Guyana now stands at exactly the type of inflection point where these pressures intensify. Our rapid emergence as one of the world’s fastest-growing oil economies has transformed us from a relatively quiet regional player into a country of growing strategic significance. That transformation is not theoretical; it is happening in real time. With it comes the attention, and sometimes the pressure, of larger powers.

We are already situated between overlapping competitions. The United States remains a central security and diplomatic actor in the Caribbean and the wider hemisphere. China has deepened its economic reach through infrastructure, loans, trade and political engagement across Latin America and the Caribbean. As Guyana grows, both are likely to deepen their engagement.

That creates a delicate balancing act. Decisions that appear purely economic can carry broader strategic implications. A small state can become an arena of competition even when it has no desire to choose sides.

Layered onto this is the longstanding border controversy with Venezuela. A more prosperous, resource-rich Guyana inevitably alters regional perceptions. Our rise can be seen as an opportunity, but also, by some, as a challenge or a threat. That perception can fuel pressure, sharper rhetoric, and diplomatic maneuvering at precisely the moment when we need calm, predictable relations.

Energy politics amplifies everything. Oil has made Guyana more visible to governments, corporations, and international institutions alike. History is not kind to small, resource-rich states that mismanage this phase. When great powers vie for influence, the temptation is to lean too heavily on one patron, to paper over weak institutions with easy money, or to treat domestic opponents as obstacles rather than partners in a shared national project.

We cannot afford those mistakes.

The question for Guyana is not whether power is shifting, both globally and at home, but how we choose to navigate that shift. Internally, our politics have long been shaped by contestation over governance, ethnicity, resources and development. Oil revenues raise the stakes. Who controls the wealth? Who benefits? Can our institutions keep pace with the speed and scale of change? Will political competition remain vigorous but democratic, or will it harden into a zero-sum, winner-takes-all struggle?

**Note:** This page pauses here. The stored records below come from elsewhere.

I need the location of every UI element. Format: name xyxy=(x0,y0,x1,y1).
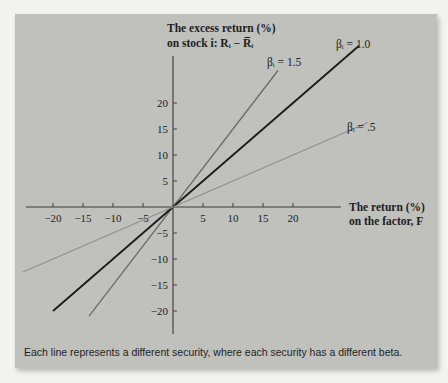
x-tick-label: 20 xyxy=(288,212,300,224)
y-tick-label: −15 xyxy=(151,279,169,291)
series-line-0 xyxy=(89,71,278,317)
x-tick-label: −5 xyxy=(137,212,149,224)
series-label: βᵢ = 1.0 xyxy=(336,38,371,51)
x-tick-label: 15 xyxy=(258,212,270,224)
x-axis-title-line: The return (%) xyxy=(349,201,425,214)
y-tick-label: 5 xyxy=(163,175,169,187)
y-axis-title-line: on stock i: Rᵢ − R̅ᵢ xyxy=(167,37,253,49)
y-tick-label: 20 xyxy=(157,97,169,109)
series-label: βᵢ = 1.5 xyxy=(267,56,302,69)
y-tick-label: −20 xyxy=(151,305,169,317)
x-tick-label: −10 xyxy=(104,212,122,224)
y-tick-label: −5 xyxy=(156,227,168,239)
y-tick-label: 10 xyxy=(157,149,169,161)
chart: −20−15−10−551015202015105−5−10−15−20 The… xyxy=(0,0,448,383)
series-line-1 xyxy=(53,46,359,311)
x-tick-label: 5 xyxy=(200,212,206,224)
series-line-2 xyxy=(23,123,368,273)
x-tick-label: 10 xyxy=(228,212,240,224)
x-tick-label: −20 xyxy=(44,212,62,224)
y-tick-label: 15 xyxy=(157,123,169,135)
x-axis-title-line: on the factor, F xyxy=(349,215,423,227)
figure-caption: Each line represents a different securit… xyxy=(24,346,402,358)
y-tick-label: −10 xyxy=(151,253,169,265)
series-label: βᵢ = .5 xyxy=(347,121,376,134)
x-tick-label: −15 xyxy=(74,212,92,224)
y-axis-title-line: The excess return (%) xyxy=(167,22,276,35)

If rising actors, whether parties, leaders or communities, are cast as existential threats rather than legitimate competitors, we will edge closer to our own domestic version of the Thucydides Trap. That is not inevitable, but neither is it impossible.

The way forward is neither mystery nor magic, it is discipline. Guyana must invest in strong, independent institutions: courts that command respect, a professional public service, transparent systems of oversight and accountability. We must practice balanced diplomacy, resisting the comfort of overreliance on any single foreign power, however friendly it may appear today. We must treat national unity as a strategic asset, not a slogan, recognizing that internal division makes us easier to pressure from outside.

Resource governance is central. Oil wealth managed transparently, according to clear rules and public scrutiny, can reduce suspicion and dampen unhealthy competition. Managed poorly, it will fuel exactly the kind of fear and resentment that make societies brittle. Strategic defense partnerships, pursued calmly and consistently, can strengthen deterrence without turning Guyana into a pawn.

Above all, our political culture must mature along with our economy. Elections and debates are essential. Portraying opponents as enemies is not. The difference between a healthy democracy and a dangerous spiral often lies in whether those who lose today believe they will have a fair chance tomorrow.

The Thucydides Trap is not, in the end, about Athens or Sparta, China or America. It is about what happens when power shifts and fear rushes in to fill the space that should be occupied by judgment. Guyana cannot control the ambitions of the world’s great powers. It can, however, control how wisely it navigates their rivalry and how carefully it manages its own internal transitions.

We are at the beginning of a new chapter. Whether it becomes a story of shared prosperity and stability, or of strain and missed opportunity, will depend less on the size of our territory and more on the steadiness of our choices.